But, from my window, when this artillery burst the city like a bladder, I can still see shadows twirling. Diaphanous and slender, the ankles of sirens circle round street lamps. The moon of Paris penetrates the benches, the drapes, the iron curtains, the mops, the earthenware, the soap, the wallet folded like a sex organ, the sex organ that has the value of a wallet, and this heavy, mauve liquid that flows in the eye as we close it under the pressure of sleep.
Oftentimes, I am exhausted from attentiveness and patience. There seems to be a burden on my shoulders that will keep me from getting up. My arms will enter for eternity into the wrought iron of the abutment, and I will always watch, like a tree, entirely alone, like a lighthouse, the ant-like movements of the men whom I touch with a long gaze. Often, interruptions are formed in my bent pose, and I feel behind my back that life is calling me: it is the telephone and its lasso of dialogues, its words flinging themselves at you like parents; it’s the postman and his orchestra of stamps, his card games, his toy carpenter’s kit from Galeries Lafayette. It’s the person one doesn’t expect, and who, we think with cold sweats in the ears, risks blocking the way of the person one does expect…
So, the chore is done. I rush toward my windows again. And, when it is too late, I imagine them, lying down, I fall asleep on the back of a dream, like a despairing Mallarméan. My curtains draw into my congested room all the roofs of the street and its windows and its shops. Life is there, in the dreamy, buzzing smoke. It’s the cracking open of a better world than that which I imagine, with a warm neck and a ruminating heart. I can imagine, behind the cement, the cut stone or the brick, solid frames of egoism and consideration. I can imagine, behind the serge, the comb, or the cheviot, meager resistances to temptation: tobacco, an aperitif, the tramp, the crime-filled suburban train…
Leaning on my window, I feel my life trickling drop by drop into everyone’s cemetery. I see my desires follow a procession of the poor to the mass grave where thistles, stones, and keen-eyed critters await me. I am no longer a man of memory. The mistresses of old no longer inhabit my shriveled heart. They left little more than debris. Neither art nor politics, hunger nor ambition, would make me change my place now. I love this vespasienne draped in its crinoline, this carriage with the beautiful buttocks of male asparagus, this tram that returns from Châtelet, quite surprised to no longer find its tracks. I love that man who walks away, all alone against himself, brushing against the walls; and I love this woman, harried and not very elegant, but cheerful and fragrant like a basket of fruit. I see her, short and violent under her mantilla, slipping like a color on a palette, darting through the crowd, like a quick laugh. She passes by, she does not raise her head: her senses are still not sharp enough to hear my call.

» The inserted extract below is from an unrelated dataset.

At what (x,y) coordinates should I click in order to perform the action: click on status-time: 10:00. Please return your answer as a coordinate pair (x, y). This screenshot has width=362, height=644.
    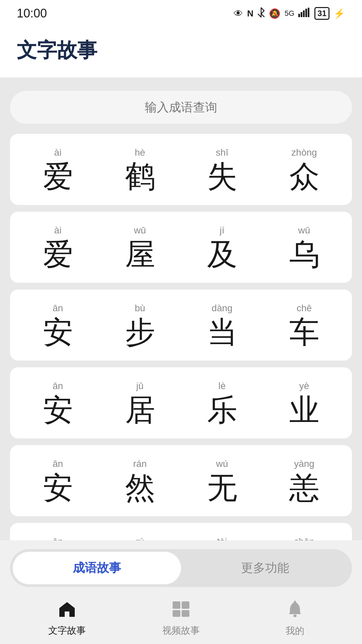
    Looking at the image, I should click on (32, 13).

Leaning on my window, I see that the world is nothing but a game of skull bowling. And I soon see nothing but hats, nothing but hats, bowlers, fedoras, caps, all the dark and shaggy hardware of women, and always hats. And under the hats are the hairy scalps, and under those scalps coated with the spirit of contradiction are ideas… Some slip through to me in the signatures of climbing plants; others descend toward the mesentery of the idler, like the roots of a black radish. The emotions are more perceptible and more vivid. Hatred, always the first to bear leaves and fruits, wanders and fumes. Its smell soon leapt to the nostrils of the watchman. Here is the desire, the friendship, the confidence, the sense of happiness, the lust for laziness, the disposition to jealousy. A sort of broth is being made before my eyes, in this crossroads, where everything is simmering together: rowboats and gaiter buttons, the old and the new; the intelligence of Mr. Ipartakofu, an austere and snobbish Jew, and the delicacy of Mrs. Thusdie, born Lamouru; the tact of my friends Craven, gunsmith, Hoof, sheet-metal worker, Imbroglious, genealogist, and the Count des Shutmouth, arbiter of elegance.

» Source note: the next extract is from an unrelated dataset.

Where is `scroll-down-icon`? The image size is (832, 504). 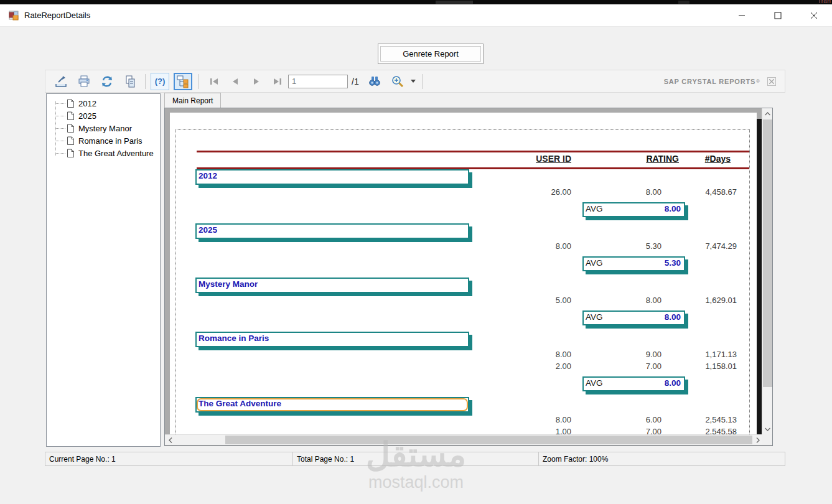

Yes, my soul, all that you see, it’s life, all that you examine with a sigh, it’s life. Let’s remain, the two of us, a hundred years and more, let’s stay with our arms on the balustrade, our bodies leaning against the railing, prudence sharpened, let’s remain and resign ourselves. Let us not descend into this threnody; let’s not be confused by the noise of false souls, of hearts eaten by worms, of poisonous spirits. Yes, let’s stay together, you in the middle of me, me around you, you suffering, me struggling. Let us sometimes close our eyes, try to put between the street and ourselves, between ourselves and others, oceans of mute lyricism, ramparts stuffed with hydrophilic cotton. Let us return slowly to the memories of skipping school, both of us whispering with a wolf’s step to images gleaned from long adolescence. My soul, we were rolled into the dust of false oaths, we were promised not only rewards that we did not want, but kindnesses, “myosotis of love.” We were led to believe that we were smiling, that we were loved, that the hands that slipped into our hands were clean and free of thorns. O slip of disappointments and tortures! For us there were never any righteous effusions, or sincere palms. They even wanted to separate us, and to break you deep inside me, my soul, like an elixir in a shell.
I saw the mouths that I loved lying; I saw shut, like drawbridges, the hearts wherein my confidence resided; I have surprised hands in my pockets, gazes in my inner life; I heard whisperings on lips that had only accustomed me to cries of affection. They formed fasces behind my back, they declared war on me, they robbed me of smiles, handshakes, promises. Nothing, nothing was left to us, my soul. We only have the street before our eyes and the cemetery below our feet. We know our desperate hymen is being joked about. We hear that people are coming with scythes of blood and gall to cut the last grass from under our feet in order to better show us the path to the grave.
But we shall be strong, my soul. I will be the bolt and you the nut, and we will be able, for a thousand and a thousand years, to approach the waves; we can lean on that window of distress. And then, in the murmur of our waiting, one pathic evening, some creature will come. We will recognize it by its clandestine purity; we shall guess at its fresh words. It will come to close our eyes, to cross our arms over our chests. It will say that our love, all this love that we have not seen, all this love that we have trampled on, that we have bruised, yes, that our love is no more than our eternity.
So, my soul, while I am lying there and already rustling, you will go and lean on the window, you will put on the beautiful clothes of the sentinel, and you will cry, you will cry with all your might!
We will hear.
Who is this We?
Who? you ask?
But every soul knows.
High Solitude is now available from Contra Mundum Press.
Léon-Paul Fargue (1876 – 1947) was a poet and essayist whose worked spanned numerous literary movements. As works such as D’après Paris (1932) and Le Piéton de Paris (1939) attest, his writing was often steeped in love for the city of his birth. A renowned nightbird and socialite, he was none-the-less familiar with the solitude of city life.
Rainer J. Hanshe is a writer, translator, and the founder of Contra Mundum Press and Hyperion. He is the author of The Acolytes, The Abdication, Shattering the Muses, Closing Melodies, and Dionysos Speed, as well as other works. Some of his translations include Charles Baudelaire’s Belgium Stripped Bare and Antonin Artaud’s Journey to Mexico.